Every time I saw and heard Lizard playing music alongside his team, I wondered if he would have been famous if not for the Revolution. It was so simple, really. One clarinet in B-flat, a kricketune that mimicked a cello beautifully, a masquerain who produced numerous percussive sounds by channeling air through her abdomen, and a male wigglytuff that sang bass notes. But the music they played was beautiful, nonetheless.

Sometimes, he would continue playing even after Ginger and Balrog had gone to sleep. On those nights where I wasn't due to wake Balrog up the next morning, I would stay up and listen to him. Initially, he was a little nervous being watched, but after a while, he admitted that it was nice to have someone who appreciated his efforts around.

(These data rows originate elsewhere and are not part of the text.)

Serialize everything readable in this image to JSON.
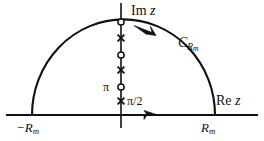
{
  "figure": {
    "background_color": "#ffffff",
    "stroke_color": "#111111"
  },
  "axes": {
    "imaginary": {
      "label_prefix": "Im",
      "label_variable": "z",
      "label_full": "Im z"
    },
    "real": {
      "label_prefix": "Re",
      "label_variable": "z",
      "label_full": "Re z"
    }
  },
  "contour": {
    "arc_label_base": "C",
    "arc_label_subscript": "Rm",
    "arc_label_full": "C_Rm",
    "arc_direction": "counterclockwise",
    "radius_label_left": "−R",
    "radius_subscript_left": "m",
    "radius_label_left_full": "−R_m",
    "radius_label_right": "R",
    "radius_subscript_right": "m",
    "radius_label_right_full": "R_m"
  },
  "markers": {
    "pole_label": "π",
    "zero_label": "π/2",
    "points": [
      {
        "name": "circle-top",
        "type": "open-circle",
        "x": 121,
        "y": 22,
        "label": ""
      },
      {
        "name": "cross-1",
        "type": "cross",
        "x": 121,
        "y": 38,
        "label": ""
      },
      {
        "name": "circle-2",
        "type": "open-circle",
        "x": 121,
        "y": 55,
        "label": ""
      },
      {
        "name": "cross-2",
        "type": "cross",
        "x": 121,
        "y": 70,
        "label": ""
      },
      {
        "name": "circle-pi",
        "type": "open-circle",
        "x": 121,
        "y": 87,
        "label": "π"
      },
      {
        "name": "cross-pi-over-2",
        "type": "cross",
        "x": 121,
        "y": 101,
        "label": "π/2"
      }
    ]
  },
  "arrows": {
    "real_axis_arrow_direction": "right",
    "arc_arrow_direction": "left"
  }
}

Even Newton and Silas enjoyed the music, really. The two of them would sit by my sides, leaning against me, and watch as our resident musicians did their thing. On the odd occasion that Lizard wanted solo practice, Ludwig almost invariably would curl up on my lap and ask to get a backrub, whereas Rusty and Evelyn would take a jaunt outside and grab some supper. And that was how I spent more than a few nights in relative happiness despite the world changing around us.

Those nights were eventually taken from us, though. Had I know how things were going to spiral out of control, and how rapidly they were about to do so, I probably would have allowed Silas and Newton to cuddle with Ludwig the night Lizard played one of his usual, haunting solos.

The moon was full, glowing, and somehow sinister, that night.